# [Task description]
Begin with the line holding "Find the location of a particular element." and end with the last line of the records below. Set down exactly those lines and leave out every picture.

# [Material shown]
::::

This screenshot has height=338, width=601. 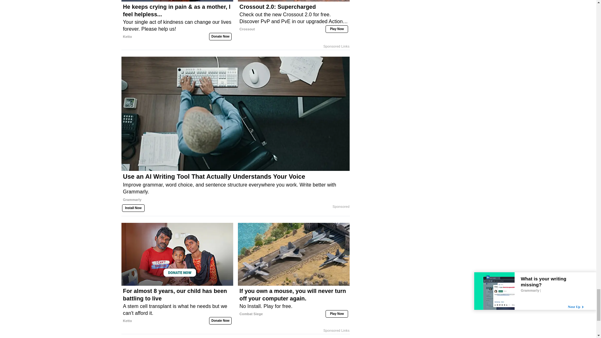 What do you see at coordinates (220, 36) in the screenshot?
I see `Donate Now` at bounding box center [220, 36].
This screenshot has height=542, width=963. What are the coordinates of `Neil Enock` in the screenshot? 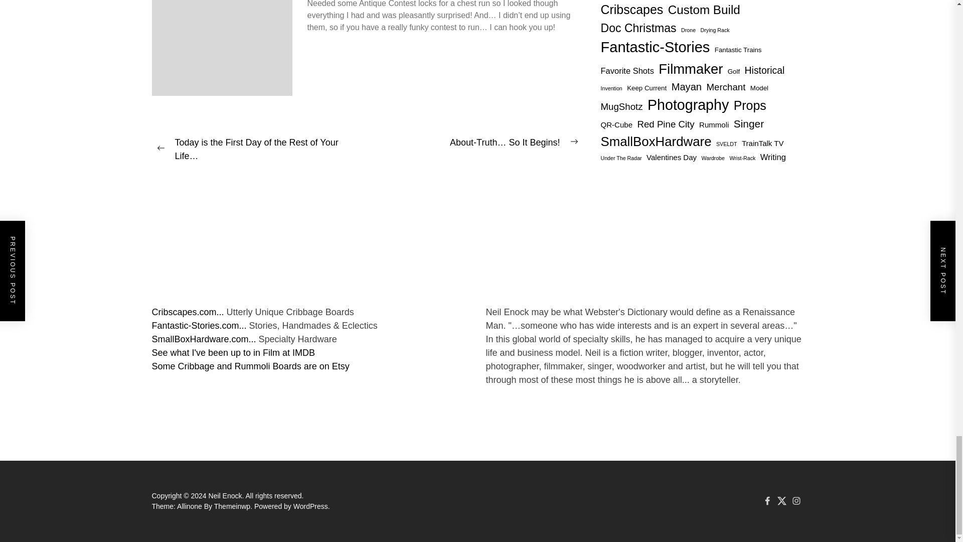 It's located at (227, 495).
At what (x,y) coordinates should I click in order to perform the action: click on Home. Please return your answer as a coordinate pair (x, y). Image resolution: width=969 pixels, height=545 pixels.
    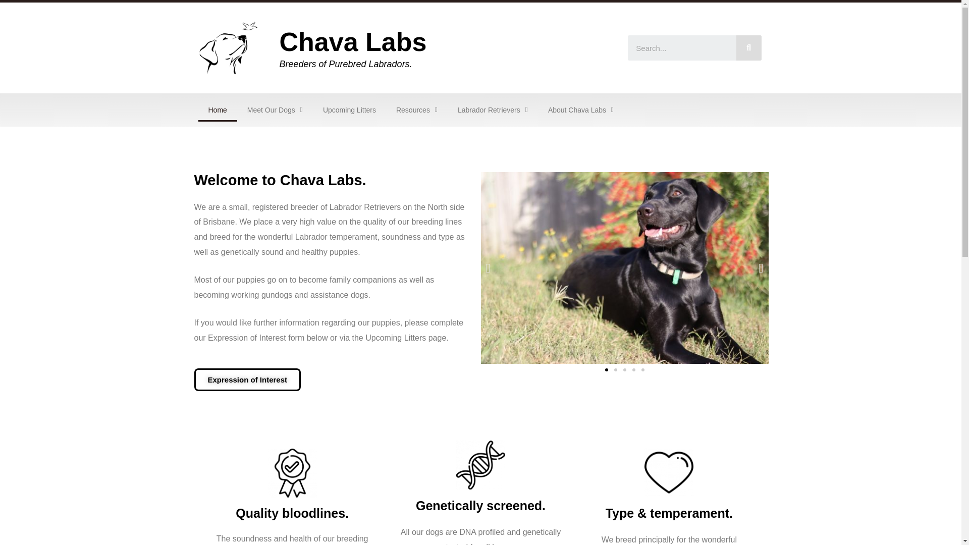
    Looking at the image, I should click on (217, 110).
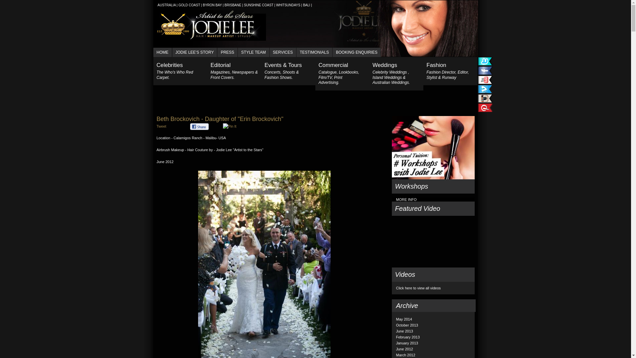 The image size is (636, 358). What do you see at coordinates (433, 186) in the screenshot?
I see `Workshops` at bounding box center [433, 186].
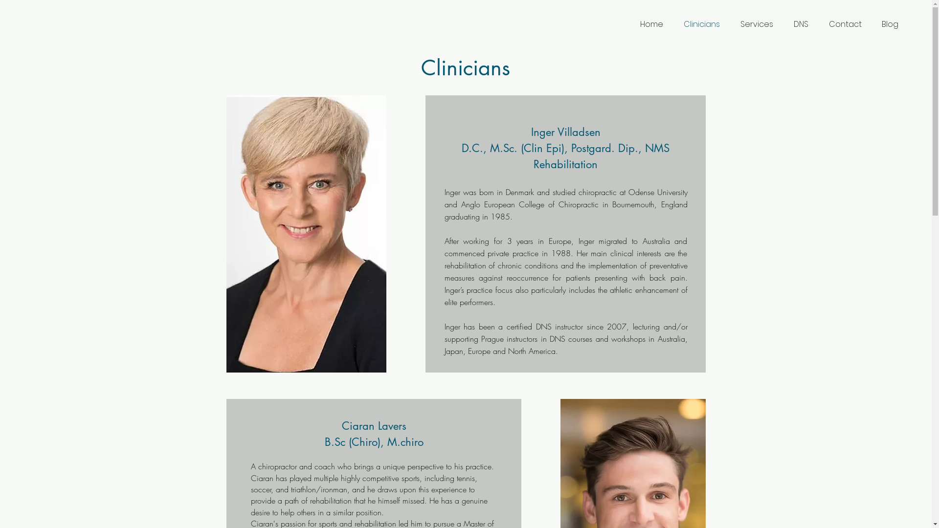 This screenshot has height=528, width=939. What do you see at coordinates (801, 24) in the screenshot?
I see `DNS` at bounding box center [801, 24].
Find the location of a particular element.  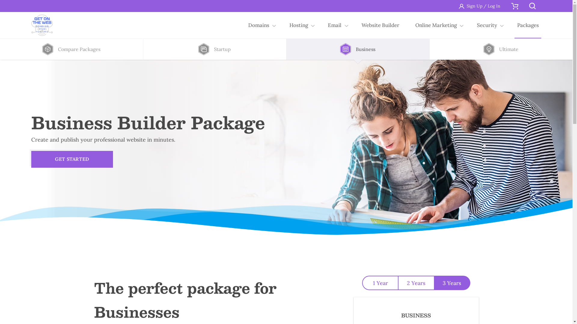

Packages is located at coordinates (527, 25).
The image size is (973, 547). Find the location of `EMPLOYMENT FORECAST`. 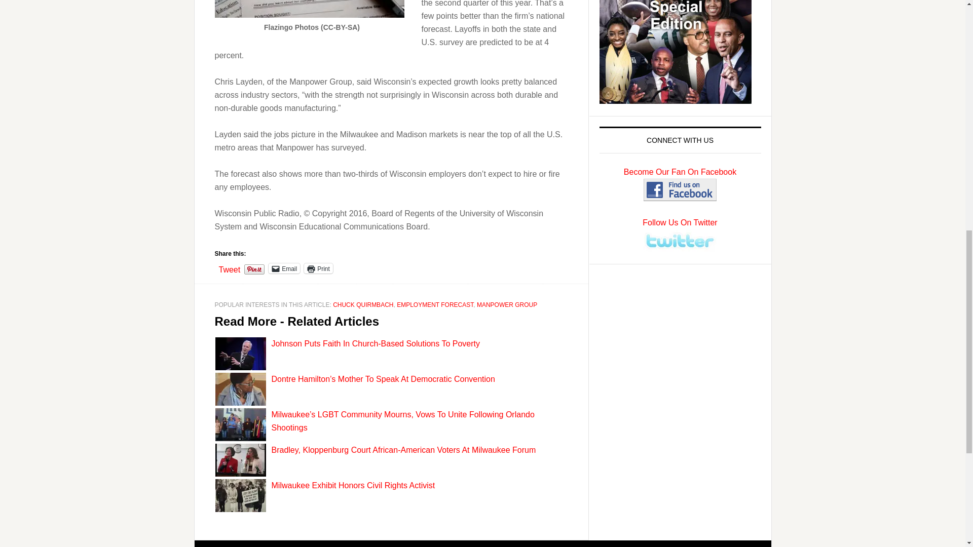

EMPLOYMENT FORECAST is located at coordinates (435, 305).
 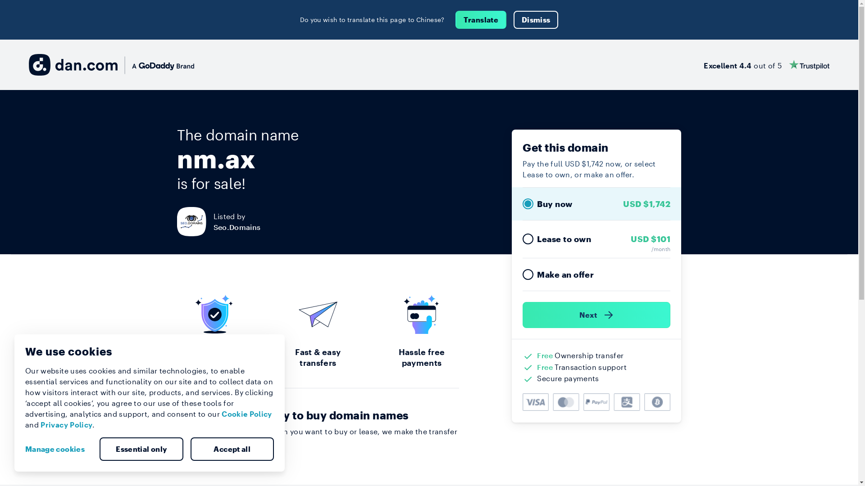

::::

# [Problem solution]
Find the location of a particular element.  

Packages is located at coordinates (527, 25).
The image size is (973, 547). Find the location of `EMPLOYMENT FORECAST`. 

EMPLOYMENT FORECAST is located at coordinates (435, 305).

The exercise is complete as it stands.